The branch cracked ominously.
With a shudder the Lone Scout looked down to the bottom of the abyss. No way of escape there. He looked up once more, and even as he looked Poisoned Pup raised his tomahawk to sever the frail branch.
“Perish! Paleface,” he hissed; “go down to the Gulf of the Lost Ones, and let the wolves pick clean your bones.”
Sureshot felt that his last hour had come.
“Accursed Redskin,” he cried, “do your worst. But beware, for I will be avenged. And now, O son of a dog, strike, strike!”
And there with gleaming eyes the intrepid scout waited for that glittering axe to fall.
End of chapter; the next of which artfully switches, and takes up another thread of the story.
The result of my effort was that in six days I produced Daredeath Dick, or the Scourge of the Sierras. Lorrimer was enthusiastic.
“Didn’t think you had it in you, old man. I’ll get it off to Shortcake & Hammer at once. It will likely be some weeks before we can hear from them.”

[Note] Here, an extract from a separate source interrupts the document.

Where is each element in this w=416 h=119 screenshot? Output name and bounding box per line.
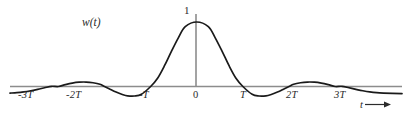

Since then I have been seeing quite a lot of Lorrimer. After all, our little apartment is cosiness itself, and beer at four sous a litre is ambrosia within reach of the most modest purse. He talks vastly of his work (with a capital W). He arrives with the announcement that he has just dropped in for a quiet pipe; in an hour he must be back at his Work. Then: “Well, old man, just another short pipe, and I must really be off.” But in the end he takes his departure about two in the morning, sometimes talking me asleep.